LAI
To be oversymplified for the sake of instruction, we'll just say that this medieval narrative or lyric poem, flourishing in 12th century France, consisted of units of couplets of five-syllable lines separated by single lines of two syllables. The number of lines (Our example will be nine.) was not fixed, and each stanza had only two rhymes, one rhyme for the couplets and the other for the two-syllable lines. Succeeding stanzas formed their own rhymes. aabaabaab ccdccdccd etc, to look like this:
xxxxa
xxxxa
xb
xxxxa
xxxxa
xb
xxxxa
xxxxa
xb
There is no set number of stanzas and, again, the stanzas are not linked to each other in terms of rhyme. Puting all this together we'll get something like this:
Gaze across the land
Heath, still water, sand
The bay.
Would you call it grand
If within my hand
It lay?
All at my command
For the final stand
Today.
Nights grow long and dire
Those who call me sire
Amass.
Purposes grow higher
Dare I start to tire?
The grass -
Swept across with fire
Vast, uncaring pyre
Alas!
© Brian Buckley, FARP (used by permission)
virelai (VIHR-uh-lay)
A development of the lai form consisting of stanzas of indeterminate length and number, with alternating long and short lines and an interlaced rhyme scheme, as abab bcbc cdcd dada.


_Task details_
All lines in the material below that hold "acids" should be found and copied.

_Records_
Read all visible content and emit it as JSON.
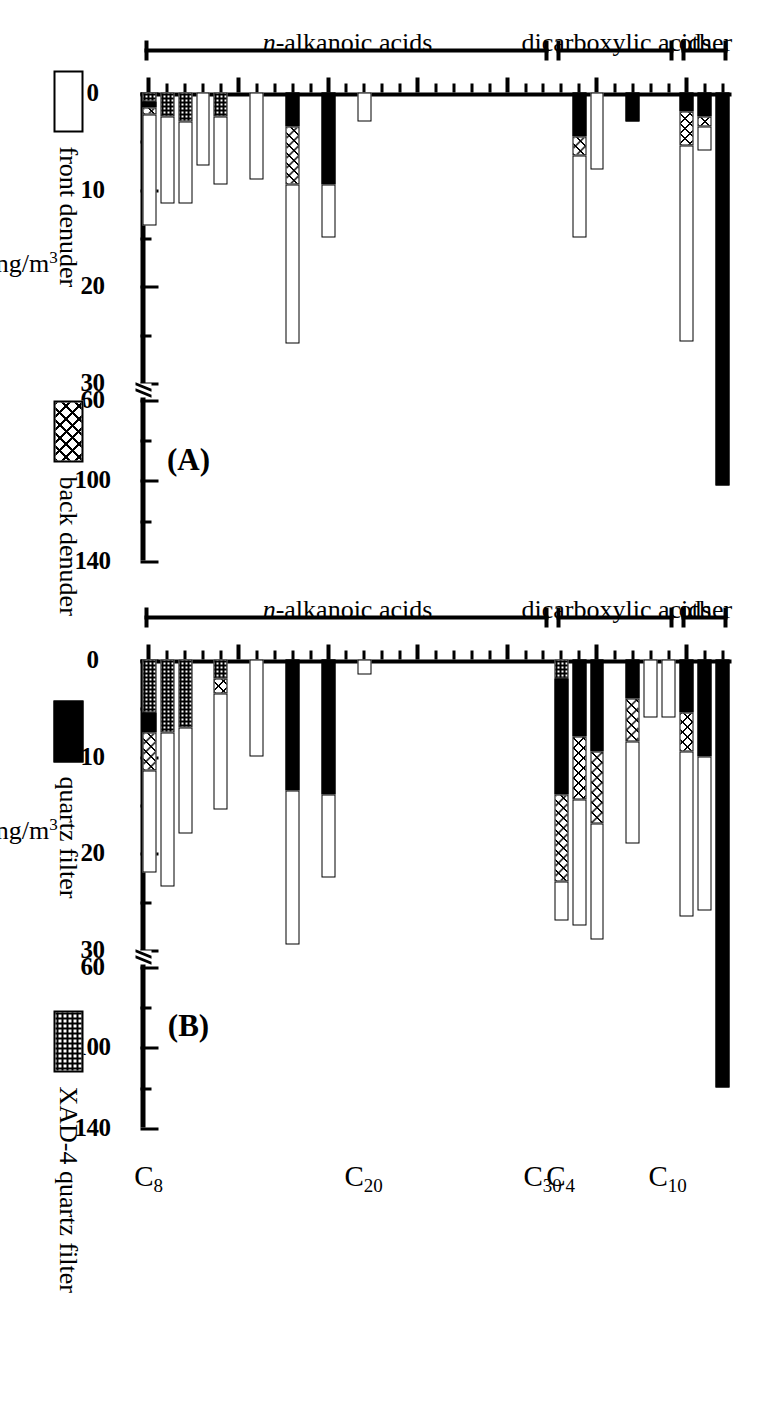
{
  "figure": {
    "orientation_note": "rotated",
    "axis_title": "ng/m3",
    "axis_title_html": "ng/m³"
  },
  "panels": [
    {
      "tag": "(A)",
      "ylabel": "ng/m³"
    },
    {
      "tag": "(B)",
      "ylabel": "ng/m³"
    }
  ],
  "groups": [
    {
      "label": "n-alkanoic acids",
      "italic_prefix": "n"
    },
    {
      "label": "dicarboxylic acids",
      "italic_prefix": ""
    },
    {
      "label": "other",
      "italic_prefix": ""
    }
  ],
  "carbon_labels": [
    "C8",
    "C20",
    "C30",
    "C4",
    "C10"
  ],
  "carbon_labels_html": [
    "C<sub>8</sub>",
    "C<sub>20</sub>",
    "C<sub>30</sub>",
    "C<sub>4</sub>",
    "C<sub>10</sub>"
  ],
  "legend": {
    "entries": [
      {
        "label": "front denuder",
        "pattern": "front"
      },
      {
        "label": "back denuder",
        "pattern": "xhatch"
      },
      {
        "label": "quartz filter",
        "pattern": "black"
      },
      {
        "label": "XAD-4 quartz filter",
        "pattern": "check"
      }
    ]
  },
  "axis": {
    "lower_ticks": [
      0,
      10,
      20,
      30
    ],
    "upper_ticks": [
      60,
      100,
      140
    ],
    "lower_ticks_labels": [
      "0",
      "10",
      "20",
      "30"
    ],
    "upper_ticks_labels": [
      "60",
      "100",
      "140"
    ],
    "break_between": [
      30,
      60
    ],
    "unit": "ng/m3"
  },
  "chart_data": {
    "type": "bar",
    "title": "",
    "subtitle": "",
    "xlabel": "",
    "ylabel": "ng/m³",
    "orientation": "horizontal",
    "stacked": true,
    "grid": false,
    "legend_position": "bottom",
    "broken_axis": {
      "lower": [
        0,
        30
      ],
      "upper": [
        60,
        140
      ]
    },
    "series_names": [
      "front denuder",
      "back denuder",
      "quartz filter",
      "XAD-4 quartz filter"
    ],
    "categories": [
      "C8",
      "C9",
      "C10",
      "C11",
      "C12",
      "C13",
      "C14",
      "C15",
      "C16",
      "C17",
      "C18",
      "C19",
      "C20",
      "C21",
      "C22",
      "C23",
      "C24",
      "C25",
      "C26",
      "C27",
      "C28",
      "C29",
      "C30",
      "C4",
      "C5",
      "C6",
      "C7",
      "C8d",
      "C9d",
      "C10d",
      "o1",
      "o2",
      "o3"
    ],
    "category_groups": [
      {
        "name": "n-alkanoic acids",
        "from": "C8",
        "to": "C30"
      },
      {
        "name": "dicarboxylic acids",
        "from": "C4",
        "to": "C10d"
      },
      {
        "name": "other",
        "from": "o1",
        "to": "o3"
      }
    ],
    "panels": [
      {
        "tag": "(A)",
        "series": [
          {
            "name": "front denuder",
            "values": [
              11.5,
              9.0,
              8.5,
              7.5,
              7.0,
              0,
              9.0,
              0,
              16.5,
              0,
              5.5,
              0,
              3.0,
              0,
              0,
              0,
              0,
              0,
              0,
              0,
              0,
              0,
              0,
              0,
              8.5,
              8.0,
              0,
              0,
              0,
              0,
              26.0,
              2.5,
              0
            ]
          },
          {
            "name": "back denuder",
            "values": [
              0.8,
              0,
              0,
              0,
              0,
              0,
              0,
              0,
              6.0,
              0,
              0,
              0,
              0,
              0,
              0,
              0,
              0,
              0,
              0,
              0,
              0,
              0,
              0,
              0,
              2.0,
              0,
              0,
              0,
              0,
              0,
              3.5,
              1.0,
              0
            ]
          },
          {
            "name": "quartz filter",
            "values": [
              0.6,
              0,
              0,
              0,
              0,
              0,
              0,
              0,
              3.5,
              0,
              9.5,
              0,
              0,
              0,
              0,
              0,
              0,
              0,
              0,
              0,
              0,
              0,
              0,
              0,
              4.5,
              0,
              0,
              3.0,
              0,
              0,
              2.0,
              2.5,
              103.0
            ]
          },
          {
            "name": "XAD-4 quartz filter",
            "values": [
              0.9,
              2.5,
              3.0,
              0,
              2.5,
              0,
              0,
              0,
              0,
              0,
              0,
              0,
              0,
              0,
              0,
              0,
              0,
              0,
              0,
              0,
              0,
              0,
              0,
              0,
              0,
              0,
              0,
              0,
              0,
              0,
              0,
              0,
              0
            ]
          }
        ]
      },
      {
        "tag": "(B)",
        "series": [
          {
            "name": "front denuder",
            "values": [
              10.5,
              16.0,
              11.0,
              0,
              12.0,
              0,
              10.0,
              0,
              16.0,
              0,
              8.5,
              0,
              1.5,
              0,
              0,
              0,
              0,
              0,
              0,
              0,
              0,
              0,
              0,
              4.0,
              13.0,
              12.0,
              0,
              10.5,
              6.0,
              6.0,
              26.0,
              16.0,
              0
            ]
          },
          {
            "name": "back denuder",
            "values": [
              4.0,
              0,
              0,
              0,
              1.5,
              0,
              0,
              0,
              0,
              0,
              0,
              0,
              0,
              0,
              0,
              0,
              0,
              0,
              0,
              0,
              0,
              0,
              0,
              9.0,
              6.5,
              7.5,
              0,
              4.5,
              0,
              0,
              4.0,
              0,
              0
            ]
          },
          {
            "name": "quartz filter",
            "values": [
              2.0,
              0,
              0,
              0,
              0,
              0,
              0,
              0,
              13.5,
              0,
              14.0,
              0,
              0,
              0,
              0,
              0,
              0,
              0,
              0,
              0,
              0,
              0,
              0,
              12.0,
              8.0,
              9.5,
              0,
              4.0,
              0,
              0,
              5.5,
              10.0,
              120.0
            ]
          },
          {
            "name": "XAD-4 quartz filter",
            "values": [
              5.5,
              7.5,
              7.0,
              0,
              2.0,
              0,
              0,
              0,
              0,
              0,
              0,
              0,
              0,
              0,
              0,
              0,
              0,
              0,
              0,
              0,
              0,
              0,
              0,
              2.0,
              0,
              0,
              0,
              0,
              0,
              0,
              0,
              0,
              0
            ]
          }
        ]
      }
    ]
  }
}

_Response to the exercise_
      "label": "n-alkanoic acids",
      "label": "dicarboxylic acids",
        "name": "n-alkanoic acids",
        "name": "dicarboxylic acids",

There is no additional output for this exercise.